Building with Fluids, Lazy Design of Functional Materials

Event Date/Time

Location

Andlinger Center
Maeder Hall, ACEE

Series/Event Type

MAE Departmental Seminars

From acoustics to optics, electronics and mechanics, the need for structured materials is well established. Examples include lightweight structural materials, photonics and phononic materials, super-hydrophobic materials and mechanical metamaterials. Despite the recent progress of 3D printing, the fabrication of such structures spanning a wide range of sizes remains difficult or impossible, prompting the development of new fabrication pathways. The work I will present is concerned with the directed control of mechanical instabilities to program shapes. While instabilities are traditionally regarded as a route towards failure in engineering, I aim to follow a different path; taming instabilities and harnessing the patterns and structures they naturally form to fabricate functional materials. This methodology capitalizes on the inherent periodicity, scalability, versatility and robustness of instabilities. This new design paradigm – building with instabilities – calls for an improved understanding of instabilities and pattern formation in complex media. While stability analysis is a classic topic in mechanics, little is known on the so called inverse problem: finding the optimal set of initial conditions and interactions that will be transmuted into a target shape without direct external intervention. Three examples will be presented: (1) a fluid-instability based approach for digitally fabricating geometrically complex uniformly sized structures, (2) the rapid fabrication of nearly uniform hemispherical elastic shells by drainage and (3) their pneumatic actuation towards shape morphing applications.

Speaker Bio

PT Brun received his bachelor’s degree in Mechanical Engineering from Ecole Polytechnique, Palaiseau in 2008, his Master’s degree in Advanced Chemical Engineering from the University of Cambridge in 2009 and doctorate degree in Mechanical Engineering from Sorbonne University in 2012 for work on the dynamics and instability of viscous and elastic threads. PT then joined the Ecole Polytchnique Federale de Lausanne (EPFL) as a postdoctoral fellow where he specialized on interfacial fluid mechanics and instabilities. In 2014 he joined MIT as an instructor in Applied Mathematics and recently moved to Princeton, where he is a faculty in the department of Chemical and Biological Engineering. His research is curiosity-driven with focus on the quantitative modeling of nonlinear fluid and elastic processes in complex soft materials and the mathematical description of structure formation in inert and biological systems. His work is interdisciplinary and aims to study pattern forming instabilities with view to passively fabricate hierarchical and topological structures in a broad range of materials 
His research is conducted hand in hand with the experimental investigations of model experiments. With this perspective, he studies problems involving thin fluid films, viscous threads (3D printing), microfluidics systems, but also elastic shells, swelling and elastocapillarity.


TASK DETAILS | Exact transcription of the data below is required, without the images.

INFORMATION GIVEN Start Marker

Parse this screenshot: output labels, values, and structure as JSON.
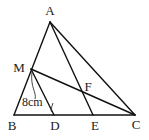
{
  "diagram": {
    "type": "geometry-triangle",
    "points": {
      "A": {
        "label": "A",
        "x": 50,
        "y": 22,
        "lx": 50,
        "ly": 15
      },
      "M": {
        "label": "M",
        "x": 31,
        "y": 69,
        "lx": 19,
        "ly": 72
      },
      "B": {
        "label": "B",
        "x": 14,
        "y": 115,
        "lx": 12,
        "ly": 130
      },
      "D": {
        "label": "D",
        "x": 54,
        "y": 115,
        "lx": 55,
        "ly": 130
      },
      "E": {
        "label": "E",
        "x": 93,
        "y": 115,
        "lx": 95,
        "ly": 130
      },
      "C": {
        "label": "C",
        "x": 135,
        "y": 115,
        "lx": 136,
        "ly": 129
      },
      "F": {
        "label": "F",
        "x": 83,
        "y": 92,
        "lx": 88,
        "ly": 91
      }
    },
    "segments": [
      [
        "A",
        "B"
      ],
      [
        "A",
        "C"
      ],
      [
        "B",
        "C"
      ],
      [
        "A",
        "E"
      ],
      [
        "M",
        "C"
      ],
      [
        "M",
        "D"
      ]
    ],
    "measurement": {
      "segment": [
        "M",
        "D"
      ],
      "text": "8cm",
      "x": 22,
      "y": 106
    },
    "colors": {
      "line": "#111111",
      "text": "#222222",
      "background": "#ffffff"
    }
  }
}
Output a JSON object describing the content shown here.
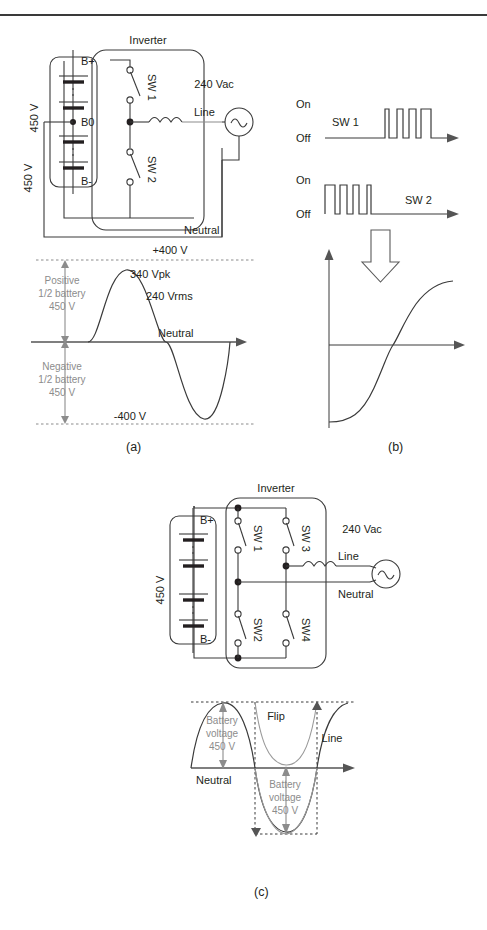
{
  "running_head": {
    "left": "",
    "right": ""
  },
  "figure": {
    "panels": [
      {
        "id": "a",
        "label": "(a)"
      },
      {
        "id": "b",
        "label": "(b)"
      },
      {
        "id": "c",
        "label": "(c)"
      }
    ]
  },
  "panel_a": {
    "circuit": {
      "title": "Inverter",
      "battery": {
        "terminal_positive": "B+",
        "terminal_mid": "B0",
        "terminal_negative": "B-",
        "upper_voltage": "450 V",
        "lower_voltage": "450 V"
      },
      "switches": [
        {
          "name": "SW 1"
        },
        {
          "name": "SW 2"
        }
      ],
      "source_label": "240 Vac",
      "line_label": "Line",
      "neutral_label": "Neutral"
    },
    "waveform": {
      "top_rail": "+400 V",
      "bottom_rail": "-400 V",
      "peak": "340 Vpk",
      "rms": "240 Vrms",
      "zero_label": "Neutral",
      "positive_annotation": "Positive\n1/2 battery\n450 V",
      "positive_annotation_lines": [
        "Positive",
        "1/2 battery",
        "450 V"
      ],
      "negative_annotation_lines": [
        "Negative",
        "1/2 battery",
        "450 V"
      ]
    }
  },
  "panel_b": {
    "traces": [
      {
        "name": "SW 1",
        "on_label": "On",
        "off_label": "Off",
        "pulse_widths": [
          3.5,
          6.0,
          7.0,
          9.5
        ],
        "pulse_pattern": "increasing-width"
      },
      {
        "name": "SW 2",
        "on_label": "On",
        "off_label": "Off",
        "pulse_widths": [
          9.5,
          7.0,
          6.0,
          3.5
        ],
        "pulse_pattern": "decreasing-width"
      }
    ],
    "arrow": "down-arrow",
    "result_curve": "s-curve"
  },
  "panel_c": {
    "circuit": {
      "title": "Inverter",
      "battery": {
        "terminal_positive": "B+",
        "terminal_negative": "B-",
        "voltage": "450 V"
      },
      "switches": [
        {
          "name": "SW 1"
        },
        {
          "name": "SW 3"
        },
        {
          "name": "SW2"
        },
        {
          "name": "SW4"
        }
      ],
      "source_label": "240 Vac",
      "line_label": "Line",
      "neutral_label": "Neutral"
    },
    "waveform": {
      "flip_label": "Flip",
      "line_label": "Line",
      "zero_label": "Neutral",
      "upper_annotation_lines": [
        "Battery",
        "voltage",
        "450 V"
      ],
      "lower_annotation_lines": [
        "Battery",
        "voltage",
        "450 V"
      ]
    }
  },
  "colors": {
    "ink": "#231f20",
    "wire": "#3a3a3a",
    "annotation_gray": "#8c8c8c",
    "axis": "#555555"
  }
}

INFORMATION GIVEN End Marker

RESPONSE TO THE EXERCISE |
Parse this screenshot: output labels, values, and structure as JSON.
{
  "diagram": {
    "type": "geometry-triangle",
    "points": {
      "A": {
        "label": "A",
        "x": 50,
        "y": 22,
        "lx": 50,
        "ly": 15
      },
      "M": {
        "label": "M",
        "x": 31,
        "y": 69,
        "lx": 19,
        "ly": 72
      },
      "B": {
        "label": "B",
        "x": 14,
        "y": 115,
        "lx": 12,
        "ly": 130
      },
      "D": {
        "label": "D",
        "x": 54,
        "y": 115,
        "lx": 55,
        "ly": 130
      },
      "E": {
        "label": "E",
        "x": 93,
        "y": 115,
        "lx": 95,
        "ly": 130
      },
      "C": {
        "label": "C",
        "x": 135,
        "y": 115,
        "lx": 136,
        "ly": 129
      },
      "F": {
        "label": "F",
        "x": 83,
        "y": 92,
        "lx": 88,
        "ly": 91
      }
    },
    "segments": [
      [
        "A",
        "B"
      ],
      [
        "A",
        "C"
      ],
      [
        "B",
        "C"
      ],
      [
        "A",
        "E"
      ],
      [
        "M",
        "C"
      ],
      [
        "M",
        "D"
      ]
    ],
    "measurement": {
      "segment": [
        "M",
        "D"
      ],
      "text": "8cm",
      "x": 22,
      "y": 106
    },
    "colors": {
      "line": "#111111",
      "text": "#222222",
      "background": "#ffffff"
    }
  }
}
Output a JSON object describing the content shown here.
{
  "running_head": {
    "left": "",
    "right": ""
  },
  "figure": {
    "panels": [
      {
        "id": "a",
        "label": "(a)"
      },
      {
        "id": "b",
        "label": "(b)"
      },
      {
        "id": "c",
        "label": "(c)"
      }
    ]
  },
  "panel_a": {
    "circuit": {
      "title": "Inverter",
      "battery": {
        "terminal_positive": "B+",
        "terminal_mid": "B0",
        "terminal_negative": "B-",
        "upper_voltage": "450 V",
        "lower_voltage": "450 V"
      },
      "switches": [
        {
          "name": "SW 1"
        },
        {
          "name": "SW 2"
        }
      ],
      "source_label": "240 Vac",
      "line_label": "Line",
      "neutral_label": "Neutral"
    },
    "waveform": {
      "top_rail": "+400 V",
      "bottom_rail": "-400 V",
      "peak": "340 Vpk",
      "rms": "240 Vrms",
      "zero_label": "Neutral",
      "positive_annotation": "Positive\n1/2 battery\n450 V",
      "positive_annotation_lines": [
        "Positive",
        "1/2 battery",
        "450 V"
      ],
      "negative_annotation_lines": [
        "Negative",
        "1/2 battery",
        "450 V"
      ]
    }
  },
  "panel_b": {
    "traces": [
      {
        "name": "SW 1",
        "on_label": "On",
        "off_label": "Off",
        "pulse_widths": [
          3.5,
          6.0,
          7.0,
          9.5
        ],
        "pulse_pattern": "increasing-width"
      },
      {
        "name": "SW 2",
        "on_label": "On",
        "off_label": "Off",
        "pulse_widths": [
          9.5,
          7.0,
          6.0,
          3.5
        ],
        "pulse_pattern": "decreasing-width"
      }
    ],
    "arrow": "down-arrow",
    "result_curve": "s-curve"
  },
  "panel_c": {
    "circuit": {
      "title": "Inverter",
      "battery": {
        "terminal_positive": "B+",
        "terminal_negative": "B-",
        "voltage": "450 V"
      },
      "switches": [
        {
          "name": "SW 1"
        },
        {
          "name": "SW 3"
        },
        {
          "name": "SW2"
        },
        {
          "name": "SW4"
        }
      ],
      "source_label": "240 Vac",
      "line_label": "Line",
      "neutral_label": "Neutral"
    },
    "waveform": {
      "flip_label": "Flip",
      "line_label": "Line",
      "zero_label": "Neutral",
      "upper_annotation_lines": [
        "Battery",
        "voltage",
        "450 V"
      ],
      "lower_annotation_lines": [
        "Battery",
        "voltage",
        "450 V"
      ]
    }
  },
  "colors": {
    "ink": "#231f20",
    "wire": "#3a3a3a",
    "annotation_gray": "#8c8c8c",
    "axis": "#555555"
  }
}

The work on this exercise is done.